Computers.

Finally. More or Less

The Digital Incunabula

Remember the problem of Ballistics?

John Mauchly & ENIAC

Electronic Numerical Integrator and Calculator/Computer; more about ENIAC here

This demonstration ignored something quite crucial.

WHO did the programming?

HOW LONG did it take to set the program up?

Consider what the newspapers said at the time

Wanted: Women With Degrees in Mathematics . . . Women are being offered scientific and engineering jobs where formerly men were preferred. Now is the time to consider your job in science and engineering… You will find that the slogan here as elsewhere is ‘WOMEN WANTED!

  • Department of Labor's Women's Bureau

Harvard Observatory

Programming - Competences

Thrilling Adventures of Lovelace & Babbage, Padua, 2015. link

Grace Hopper

The Eniac Six

We're now in the period of digital incunabula

The missing supervening social necessity?

Nuclear War

But first! A Detour!

The Turing Machine

A 'Turing machine' reads its current state and a symbol on a tape. It looks up instructions on what to do when it is in this state with that symbol. This might make it move the tape backwards or forwards, and write or delete a symbol.

ok, let's see if we can make sense of this (coloured circles are 'states', squares are spaces along the tape).

Turing isn't the only person thinking along these lines, right?

Speaking of metaphors... back to Babbage

Ok, back to the war: Turing is working at Bletchley Park & there's an ENIGMA to be solved

...see what I did there?

Bomba

designed by Marian Rejewski in 1938 to crack Enigma

"It was luck the security people didn't know [about Turing being gay] early on, because if they had known, he might not have obtained his clearance and we might have lost the war"

a member of Turing's team. Unironically.

Bombe to Colossus

Post War Developments Doldrums

Everybody is spent. But then that von Neumann paper starts to circulate...

Multiple teams are exploring these machines that sit on the calculator/computer barrier

last technical hurdle to solve is the problem of memory

From One Supervening Necessity to Another

Project Whirlwind

  • starts off as a kind of analogue computer meant to simulate flight on multiple kinds of airplanes being developed during the war
  • most expensive of the various computing projects; navy loses interest
  • airforce takes over: the only machine that could plot intercept courses for strategic long range bombers
  • solves the problem of magnetic memory

caption says 'Joe Thompson at Whirlwind console'. Who was Joe Thompson?

Meanwhile in Britain

Manchester Baby

built to test another solution to the problem of memory runs a stored program from memory in 1948 - another 'first computer!' moment

Allies no longer sharing information quite so much, at least not about computers

  • Act of congress in 1946 closes off data sharing with allies over nuclear work
  • Britain sets out to build its own expertise
  • Decides that all such experiments ought to be centralised at the National Physical Laboratory
  • The 'official' British Computer will be built at NPL, and they turn to Turing to make it, the 'Automatic Computing Engine'

suicide

The Death of Alan Turing

The Period of the Digital Incunabula is Over

In the UK, commerical versions of the Manchester 'Baby' are being sold by the Ferranti corporation as general purpose business computers by 1951

By 1952, IAS machine comes online

The Digital Age Begins

"There will never be enough problems, enough work for more than one or two of these computers... stop this foolishness with Eckert and Mauchly" - Howard Aitken

IBM finally gets in on the act

Incidentally, on some accounts, this is when the digital humanities are born - Fr. Roberto Busa

Programming still an issue

-every computer has its own wiring, circuits, designs, idiosyncracies

-people like Grace Hopper are building compilers and higher level languages to ease programming and provide some interoperability

-but male programmers liked the secrecy of the way things were

Which sets the stage...

-every machine is unique

-every machine is ever larger, more expensive

-living on the gov't dime: both the funder, and buyer for these devices, largely.

-Eventually, something's gotta give: is it an effective use of money to build machines like this that could often stand (comparatively) idle?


■ Assignment ■
Copy out the entries that follow exactly, leaving every picture behind.

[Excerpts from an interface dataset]
Segment Open
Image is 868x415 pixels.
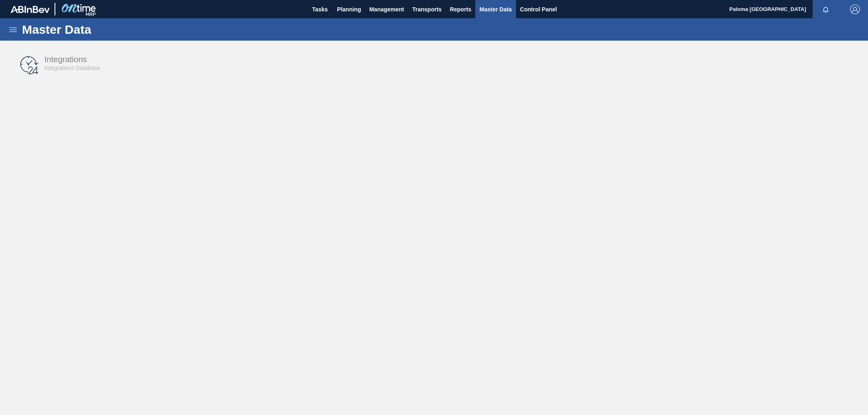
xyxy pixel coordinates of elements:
[11,6,50,13] img: TNhmsLtSVTkK8tSr43FrP2fwEKptu5GPRR3wAAAABJRU5ErkJggg==
[44,64,100,71] span: Integrations Database
[369,5,404,15] span: Management
[450,5,471,15] span: Reports
[336,5,361,15] span: Planning
[44,55,87,63] span: Integrations
[22,24,167,34] h1: Master Data
[849,5,859,15] img: Logout
[812,4,838,15] button: Notifications
[412,5,441,15] span: Transports
[479,5,511,15] span: Master Data
[311,5,329,15] span: Tasks
[520,5,557,15] span: Control Panel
Segment Closed
■ Reply ■
Image is 868x415 pixels.
xyxy pixel coordinates of elements:
[11,6,50,13] img: TNhmsLtSVTkK8tSr43FrP2fwEKptu5GPRR3wAAAABJRU5ErkJggg==
[44,64,100,71] span: Integrations Database
[369,5,404,15] span: Management
[450,5,471,15] span: Reports
[336,5,361,15] span: Planning
[44,55,87,63] span: Integrations
[22,24,167,34] h1: Master Data
[849,5,859,15] img: Logout
[812,4,838,15] button: Notifications
[412,5,441,15] span: Transports
[479,5,511,15] span: Master Data
[311,5,329,15] span: Tasks
[520,5,557,15] span: Control Panel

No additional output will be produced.